In 2008, when Harrah's Entertainment Inc. pulled out of a multibillion-dollar casino resort in Nassau, a Bahamas development company scrambled to find investors and financing to rescue it. Three years later, the Chinese rolled the dice.
On Monday, Baha Mar Resorts Ltd. is set to break ground on the $3.4 billion hotel, casino and resort project. Its unlikely partners: China State Construction Engineering Corp., the country's largest construction company by revenue, and the Export-Import Bank of China, a state-owned bank with the mission to help Chinese companies expand overseas.
"They were extremely aggressive about wanting to be in the project," said Don Robinson, president of Baha Mar. "It will help China State Construction prove to the world that they can build a very complex project outside China."
The Bahamas project, the largest property to be built and partly owned by a Chinese company outside of China, underscores the push into overseas markets by Chinese firms. Beijing has been encouraging Chinese companies to go abroad to help diversify the country's $2.85 trillion foreign-exchange reserves and reduce its reliance on the U.S. dollar.
Chinese banks, providing hard-to-find financing, are helping to make such big bets abroad, especially on cheap real estate and infrastructure projects amid a recovering economy.
Read more: China State Construction Join In Bahamas Development
Apple Inc. dispatched its chief operating officer to the Chinese factory complex of its main manufacturing partner last year to assess and advise the company after a rash of highly publicized suicides raised concerns about worker conditions at companies affiliated with the consumer-electronics giant.
In its annual survey of suppliers, Apple said Tim Cook visited the Shenzhen facility of Foxconn—the trade name for Taiwan-headquarted Hon Hai Precision Industry Co., the world's biggest contract manufacturer of electronics—last June after nearly a dozen workers killed themselves, some by jumping from buildings. The suicides came as Apple launched its iPad tablet computer and raced to meet demand for the device.
The Cupertino, Calif., company said Mr. Cook and his team made recommendations, including better training of counselors, which were adopted by Foxconn, according to the report made public Monday. Mr. Cook and his team interviewed more than 1,000 workers and evaluated Foxconn's reaction to the events, which included establishing a 24-hour care center.
Read more: Apple Says China Partner Made Changes For Workers
Japanese porn star Maria Ozawa / Miyabi took her first step to enter Chinese market by a strip show in Kunming, on 6th Feb. 2011.
AV or Adult Video is not allow to sell in China mainland, but Chinese Netizens still can find Japanese AV online or by BT. So Japanese porn star is popular among Chinese Male Netizens.
Read more: Japanese AV Girl Maria Ozawa / Miyabi Enter China Bar
Monday marked the end of an era for Japan. The curtain officially fell on its place as the world’s second largest economy, losing that rank to China. But as Asia watchers digest the shift in power and influence, Chinese students in Japan say China’s rise up the GDP ladder is neither a triumphant moment for China nor a woeful one for Japan.
“Even though (Japan) is No. 3 and was overtaken by China, I still think GDP is not a goal. GDP is just a tool for economic development,” said Xie Zhi Hai, a 28-year-old doctoral student at Waseda University in Tokyo. “The real measure is whether people enjoy a comfortable life, and in Japan I can feel that.”
Mr. Xie, who is earning a doctorate from Beijing University and Waseda University, points out that China’s per capita gross domestic product is still just one-tenth of Japan’s.
Read more: GDP or Comfortable Life: Chinese Student in Japan
A U.S. government panel is poised to recommend that the president unravel an acquisition made by China's Huawei Technologies Co., after the Pentagon sought review of the deal, people familiar with the matter said.
The Committee on Foreign Investment in the United States is reviewing the telecommunications-equipment maker's $2 million deal last May to buy the assets of 3Leaf Systems, a Bay Area developer of technology that lets collections of server computers work together as a more powerful machine.
The interagency committee reviews cross-border deals with national-security implications and makes recommendations to the president. A decision by CFIUS on the Huawei deal is due Monday. The transaction still could be approved, and the president is free to disregard a recommendation by the committee.
CFIUS doesn't release information about a company under review, but a person familiar with the CFIUS process said a president has vetoed a foreign transaction only two or three times. Typically, a company will withdraw its application if it gets an indication the committee will recommend against a deal.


Task to complete ->
Find the lines below that contain the word "this" and count them. Only the number should be given.

Figure dataset records ->

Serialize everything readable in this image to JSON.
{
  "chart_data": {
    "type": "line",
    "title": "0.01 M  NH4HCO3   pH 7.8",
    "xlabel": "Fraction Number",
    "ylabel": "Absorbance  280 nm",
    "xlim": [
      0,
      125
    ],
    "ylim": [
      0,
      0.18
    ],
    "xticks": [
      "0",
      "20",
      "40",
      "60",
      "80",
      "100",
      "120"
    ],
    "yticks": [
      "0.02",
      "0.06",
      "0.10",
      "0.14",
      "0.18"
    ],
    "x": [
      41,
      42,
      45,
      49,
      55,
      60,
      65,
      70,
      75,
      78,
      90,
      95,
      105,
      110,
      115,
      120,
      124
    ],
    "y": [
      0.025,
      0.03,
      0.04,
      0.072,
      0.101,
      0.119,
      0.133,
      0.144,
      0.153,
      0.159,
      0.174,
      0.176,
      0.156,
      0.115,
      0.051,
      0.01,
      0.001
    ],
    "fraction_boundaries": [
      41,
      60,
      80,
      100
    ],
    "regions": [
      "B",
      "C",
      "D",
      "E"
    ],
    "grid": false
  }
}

---

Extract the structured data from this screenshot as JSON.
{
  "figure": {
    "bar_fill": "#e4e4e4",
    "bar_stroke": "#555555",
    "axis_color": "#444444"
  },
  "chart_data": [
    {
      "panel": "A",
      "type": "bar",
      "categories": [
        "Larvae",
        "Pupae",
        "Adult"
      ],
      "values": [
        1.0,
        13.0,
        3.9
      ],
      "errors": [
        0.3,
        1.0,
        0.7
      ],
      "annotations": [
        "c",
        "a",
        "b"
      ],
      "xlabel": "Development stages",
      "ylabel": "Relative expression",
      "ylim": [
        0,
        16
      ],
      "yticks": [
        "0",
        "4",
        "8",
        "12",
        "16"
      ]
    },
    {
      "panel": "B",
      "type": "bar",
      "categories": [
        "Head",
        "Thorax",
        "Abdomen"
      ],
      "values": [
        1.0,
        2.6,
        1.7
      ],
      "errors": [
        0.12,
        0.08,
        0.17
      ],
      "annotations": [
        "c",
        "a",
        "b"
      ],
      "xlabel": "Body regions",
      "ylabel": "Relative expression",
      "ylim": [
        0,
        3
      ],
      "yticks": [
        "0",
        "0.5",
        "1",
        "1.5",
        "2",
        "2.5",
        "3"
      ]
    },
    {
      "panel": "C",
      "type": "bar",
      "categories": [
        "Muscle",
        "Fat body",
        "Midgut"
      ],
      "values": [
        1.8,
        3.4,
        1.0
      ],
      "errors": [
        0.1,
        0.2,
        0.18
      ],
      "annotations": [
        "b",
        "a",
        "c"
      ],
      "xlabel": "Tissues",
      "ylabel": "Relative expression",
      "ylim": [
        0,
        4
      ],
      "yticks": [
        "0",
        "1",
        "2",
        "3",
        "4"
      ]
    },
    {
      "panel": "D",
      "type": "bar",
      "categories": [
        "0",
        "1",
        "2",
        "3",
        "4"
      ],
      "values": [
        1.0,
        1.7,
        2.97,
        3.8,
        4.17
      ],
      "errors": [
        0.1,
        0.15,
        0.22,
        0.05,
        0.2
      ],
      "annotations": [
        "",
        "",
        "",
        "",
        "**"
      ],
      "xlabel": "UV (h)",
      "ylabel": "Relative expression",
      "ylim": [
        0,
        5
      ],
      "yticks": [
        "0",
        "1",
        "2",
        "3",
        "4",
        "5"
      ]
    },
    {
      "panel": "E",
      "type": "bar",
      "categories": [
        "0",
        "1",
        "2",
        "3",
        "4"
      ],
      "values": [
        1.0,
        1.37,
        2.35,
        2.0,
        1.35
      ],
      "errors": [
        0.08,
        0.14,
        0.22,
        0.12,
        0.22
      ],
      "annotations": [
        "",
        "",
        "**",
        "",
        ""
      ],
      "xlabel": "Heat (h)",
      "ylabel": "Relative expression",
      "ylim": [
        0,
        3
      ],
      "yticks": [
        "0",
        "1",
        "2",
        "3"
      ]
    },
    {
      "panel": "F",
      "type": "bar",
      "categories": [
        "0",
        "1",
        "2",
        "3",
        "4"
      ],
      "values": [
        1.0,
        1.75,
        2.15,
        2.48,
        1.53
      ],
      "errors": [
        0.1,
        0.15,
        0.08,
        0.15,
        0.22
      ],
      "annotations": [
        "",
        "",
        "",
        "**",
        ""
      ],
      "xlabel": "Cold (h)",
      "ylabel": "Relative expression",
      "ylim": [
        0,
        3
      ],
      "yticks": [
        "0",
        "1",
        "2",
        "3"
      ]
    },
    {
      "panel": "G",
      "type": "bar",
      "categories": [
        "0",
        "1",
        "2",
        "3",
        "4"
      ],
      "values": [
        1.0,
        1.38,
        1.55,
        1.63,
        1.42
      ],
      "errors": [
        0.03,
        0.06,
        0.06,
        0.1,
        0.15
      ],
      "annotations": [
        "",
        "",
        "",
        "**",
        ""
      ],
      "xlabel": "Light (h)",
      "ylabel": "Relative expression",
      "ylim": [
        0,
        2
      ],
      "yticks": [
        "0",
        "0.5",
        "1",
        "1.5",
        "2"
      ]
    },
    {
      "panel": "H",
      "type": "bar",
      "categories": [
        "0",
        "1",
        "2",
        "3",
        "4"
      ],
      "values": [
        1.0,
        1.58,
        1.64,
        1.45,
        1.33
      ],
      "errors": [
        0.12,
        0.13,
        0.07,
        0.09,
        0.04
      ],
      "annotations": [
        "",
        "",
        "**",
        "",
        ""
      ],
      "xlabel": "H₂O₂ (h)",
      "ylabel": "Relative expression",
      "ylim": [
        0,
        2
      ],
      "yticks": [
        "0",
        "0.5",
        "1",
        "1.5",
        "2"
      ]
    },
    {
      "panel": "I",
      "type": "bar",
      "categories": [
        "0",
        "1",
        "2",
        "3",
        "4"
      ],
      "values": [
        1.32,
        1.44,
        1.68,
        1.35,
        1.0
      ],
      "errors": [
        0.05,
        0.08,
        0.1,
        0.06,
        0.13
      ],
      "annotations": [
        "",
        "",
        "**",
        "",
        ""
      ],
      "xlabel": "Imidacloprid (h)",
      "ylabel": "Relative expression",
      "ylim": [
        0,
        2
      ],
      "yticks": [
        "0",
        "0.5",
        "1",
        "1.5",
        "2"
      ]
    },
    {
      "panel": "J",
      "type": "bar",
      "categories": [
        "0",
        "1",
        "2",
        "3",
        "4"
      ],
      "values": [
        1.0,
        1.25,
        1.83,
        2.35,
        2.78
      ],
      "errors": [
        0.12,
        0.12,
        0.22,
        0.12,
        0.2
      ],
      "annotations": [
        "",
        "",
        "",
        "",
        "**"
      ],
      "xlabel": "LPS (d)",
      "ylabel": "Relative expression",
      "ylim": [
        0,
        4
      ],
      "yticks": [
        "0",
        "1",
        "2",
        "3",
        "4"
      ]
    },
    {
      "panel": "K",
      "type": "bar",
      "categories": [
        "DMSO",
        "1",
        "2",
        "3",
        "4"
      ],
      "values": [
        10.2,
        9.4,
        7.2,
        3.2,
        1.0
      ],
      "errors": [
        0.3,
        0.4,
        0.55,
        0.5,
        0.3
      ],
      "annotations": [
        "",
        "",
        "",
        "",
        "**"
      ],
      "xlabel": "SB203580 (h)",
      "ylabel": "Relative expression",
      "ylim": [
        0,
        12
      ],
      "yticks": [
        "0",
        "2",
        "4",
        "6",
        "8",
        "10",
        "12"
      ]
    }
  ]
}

Response to the exercise ->
2